Astronomers with sub-stantial audiences are routinely swamped with questions. The same questions over and over, year after year. Somehow your pal Bob was long ago pulled into that group that gets ongoing stacks of mail, even though I never hosted a single TV show. It happened simply by being the sole astronomy columnist in Discover magazine for 20 years, the astronomy editor of the Old Farmers Almanac since the ‘80’s, a guest on such TV shows as Today with Katie Couric and the Tonight Show with David Letterman, and a weekly producer and host of broadcasts during NPR’s Weekend Edition. Publishing a dozen books contributed to the correspondence, which duplicates the questions thrown my way on call-in shows.
It happens because people imagine that astronomers have an “inside take” on profound cosmic issues. Some exploit the resulting air time to promulgate personal opinions. Neil Degrasse Tyson, for example, lectures for atheist organizations and likes to promote the view that religions keep setting back science progress. Like Carl Sagan before him, he reminds us that the Bible insists our Earth is motionless and lies at the center of the universe. I understand their pique; I’m still not fully over the teenage horror I suffered when I first read an eyewitness account from 1600, of the screams from poor Giordano Bruno as he was being burnt at the stake for saying there might be life on planets orbiting other stars.
Still, I’m turned off by those who belittle the possibility of a formless intelligence underlying the cosmos. That’s enough to give offense to those convinced that everything from brain architecture to kitten playfulness is ultimately the result of random chemical activity and its genetic changes, because everything happens strictly by chance.
Granted, random mutations are indeed the underlying explanation for processes such as evolution, which clarifies things like long giraffe necks. But taking that ball and running with it in every academic direction so that school kids are given randomness, chance, and haphazard chemical behavior as the “explanation” for every deep puzzle seems silly. And lazy. Whatever happened to “We don’t know?”
I’m way off-topic. The real subject is: What are you most obsessed with learning? If you could push a button and have any question answered, what would it be? And can science or some other methodology provide decisive answers to those most-often-asked questions such as: Is there life elsewhere? Is there conscious awareness after your body dies? How did the cosmos begin? How far does stuff extend beyond the observable universe? Might the cosmos be infinite in extent and inventory?
I’ve hung out with some of the most renowned astrophysicists and still study the latest discoveries, and there’s truly a lot we know. But there are also built-in barriers that totally block any knowledge of conditions prior to the Big Bang, to give one example. I had the Eastern satori experience, lasted three weeks, no drugs involved, so although quantum theory originators like Erwin Schrodinger provided the science explaining how consciousness is a fundamental aspect of the cosmos, cognizing that fact is far more substantial through direct experience than through scientific logic. So, yes, one can fully experience the underlying reality even if it’s ineffable and thus cannot be communicated.
In other areas, it can be tricky to perceive a truth if language and social custom continually point toward illusion. Only “cosmic consciousness” or the experience of “realization,” which are direct perception states central in Eastern metaphysics, can reveal, for example, how blurry is the distinction between the external and the internal.
But in many areas of inquiry, science can provide the solution. For example, a study of the physiology underlying vision, along with knowing that photons are solely fashioned of magnetic and electric fields, leads to the unexpected revelation that no scene containing brightness or color can be located outside your body. Does even one person in a thousand know that colors are an internal phenomenon, created and perceived solely in the brain? Isaac Newton did. No wonder he undertook vain efforts to wake people up to what was going on, even entitling a booklet, “The Rays Are Not Colored.”
So the truly deepest questions include a mixture of answerable inquiries (e.g. What are Nature’s four forces?), profound but unknowable items (e.g. Could dark energy’s anti-gravity nature someday reverse itself, given that it “switched on” only a few billion years ago?), concepts solely amenable to those who have already experienced them (e.g. How might you convey “blue” to a person born blind?), issues beyond the ken of science (e.g. Does conscious experience extend beyond the body’s death?), ones answerable through statistics (what percentage of planets have life-friendly temperatures?), and those that result in new realities (e.g. Since entangled particles exchange information instantaneously regardless of distance, does that prove the nonexistence of time? Of Einstein’s “local realism”? Does it support an ongoing connectedness between all things?)
Bottom line: Keep creating questions. They are science’s heart and soul.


▶ WHAT IS REQUIRED
One number is the whole answer: the tally of lines in the records below that contain "initial".

Dataset records on visual material
==================================================
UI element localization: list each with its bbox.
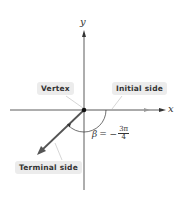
angle-equals: = − [99, 129, 117, 139]
initial-side-label: Initial side [112, 82, 167, 95]
vertex-label: Vertex [37, 82, 74, 95]
angle-symbol: β [92, 129, 97, 139]
terminal-side-ray [42, 110, 84, 150]
initial-side-leader [112, 96, 122, 109]
angle-denominator: 4 [121, 134, 125, 141]
x-axis-arrow-icon [159, 108, 166, 112]
angle-label: β = − 3π 4 [92, 126, 129, 141]
vertex-dot [82, 108, 87, 113]
angle-fraction: 3π 4 [118, 126, 129, 141]
vertex-leader [66, 96, 83, 108]
x-axis-label: x [168, 103, 174, 114]
y-axis-label: y [80, 16, 86, 27]
initial-side-arrow-icon [144, 108, 150, 112]
y-axis-arrow-icon [82, 30, 86, 37]
terminal-side-label: Terminal side [15, 161, 82, 174]
terminal-side-leader [55, 143, 62, 160]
==================================================
▶ EXERCISE RESULT
3